The Feast of Max Heindel

Jan 06, 2018 21:17

Today is the anniversary of the death of the "Rosicrucian" Max Heindel (1865-1919), an erstwhile Theosophist who lectured, published, and organized in the US in the early decades of the 20th century. My first significant reading in his instructions was the book Freemasonry and Catholicism. When I acquired the volume, I supposed that it would be some sort of fanciful history regarding the two institutions that have occasioned the most absurd aspirations and paranoia in the modern West. Or perhaps it would have something to do with comparative liturgy from an esoteric perspective, like one might get from C.W. Leadbeater. But no, it treats "The Cosmic Facts Underlying These Two Great Institutions As Determined by Occult Investigation"!

What that means is that it presents an anthropogony and spiritual typology in which there are two complementary, yet antagonistic, human alignments, each represented in the sphere of Western polity by one of these "Great Institutions." Freemasonry is made up of the "Sons of Cain," who are governmental, rational, magical, and masculine, operating under the Martial presidency of Lucifer and his angels. Catholicism is the vehicle of the "Sons of Seth," who are ecclesiastical, contemplative, mystical, and feminine, operating under the Lunar presidency of Jehovah and his angels. All of this is worked into a baroque Theosophical dispensationalism, summed in a gloriously crazy chart of "Evolution Under Human and Superhuman Rulers" between pages 56 and 57. That chart shows humanity developing from a hermaphroditic vegetative state, through the sexual division idealized in the masculine Hiram Abiff and feminine Virgin Mary, to a future post-sexual New Jerusalem.

While Heindel disclaims any formal Masonic initiation on his own part, he professes a greater sympathy with the Masonic alignment than the Catholic one. Much of the book is given over to his recounting of a myth that he attributes to Masonic lore, a variant on biblical narratives in which Eve was prior to Adam, and mother to Cain by Lucifer. Cain was thus "the widow's son" because of Lucifer's desertion of Eve. King Solomon and Hiram Abiff are presented as the chief agents of Jehovah and Lucifer, respectively, in a story regarding Solomon's sexual jealousy for the Queen of Sheba. Solomon is reincarnated as Jesus of Nazareth, but has to vacate that body for the career of the Christ who takes over at his Jordan baptism. And Lazarus is the reincarnated Hiram Abiff, raised by Christ. (Got all that?)

Along the way, Heindel also discusses certain notions of practical occultism, particularly a reading of alchemy focused on psychology and diet. At one point, he indicates that Rosicrucian adepts can take on new bodies, somewhat like Time Lords regenerate in Doctor Who (63-65).

I cannot credit this book with much value in terms of fact, sentiment, or potential to inspire, but it was sufficiently novel and entertaining that I cannot say I will never read further in the works of its author.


WORK ITEM >> Copy exactly the lines of the records below, starting at the line that contains "Identify the location" and continuing through the last line, both included; omit any pictures.

DATA SUPPLIED >>
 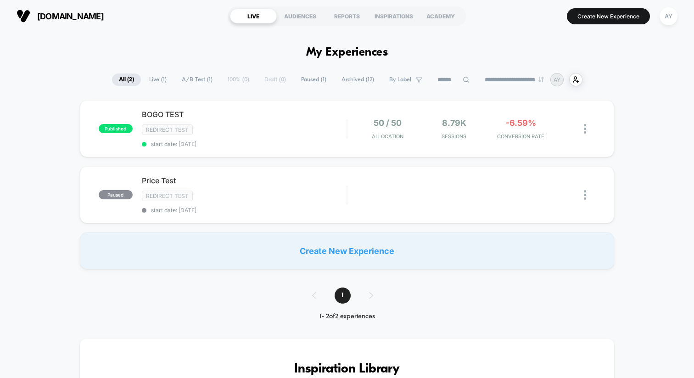 I want to click on p: AY, so click(x=557, y=79).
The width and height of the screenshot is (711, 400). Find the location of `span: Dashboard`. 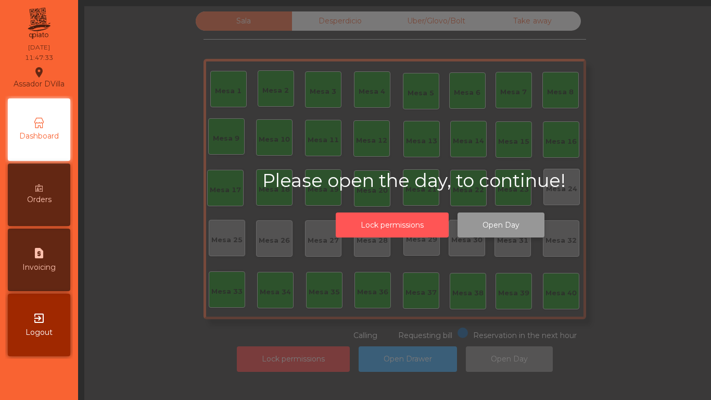

span: Dashboard is located at coordinates (39, 136).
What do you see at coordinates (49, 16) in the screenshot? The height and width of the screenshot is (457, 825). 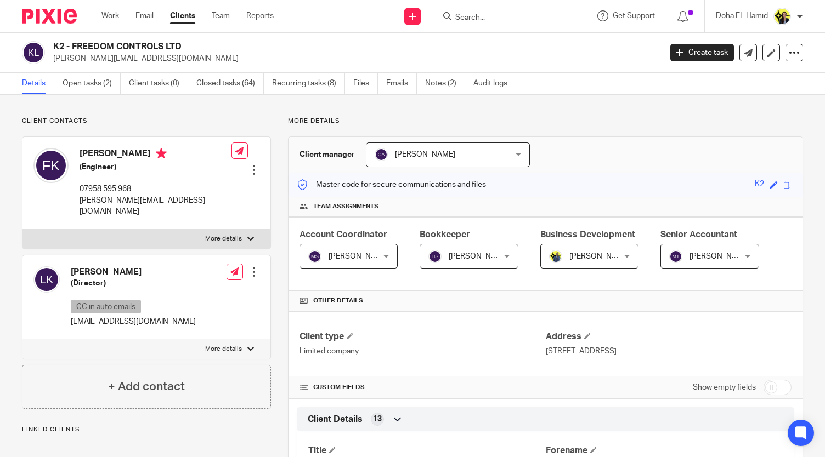 I see `img: Pixie` at bounding box center [49, 16].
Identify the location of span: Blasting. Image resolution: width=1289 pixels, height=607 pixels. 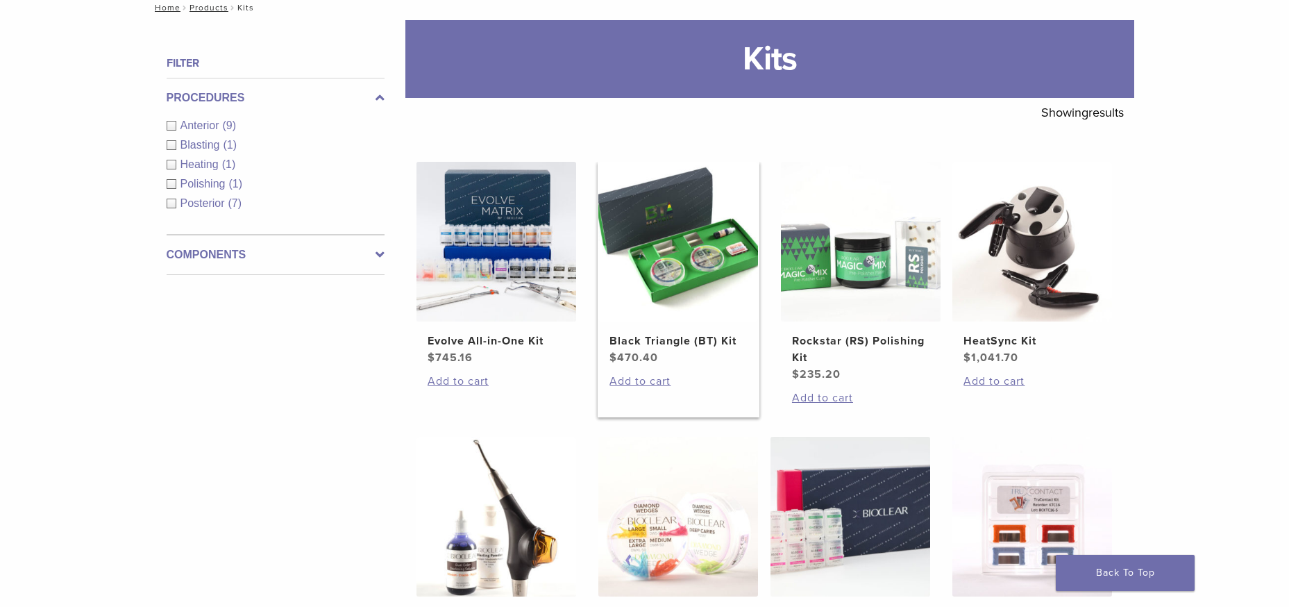
(202, 144).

PROBLEM SOLUTION >>
Identify the location of span: Blasting. Image resolution: width=1289 pixels, height=607 pixels. 
(202, 144).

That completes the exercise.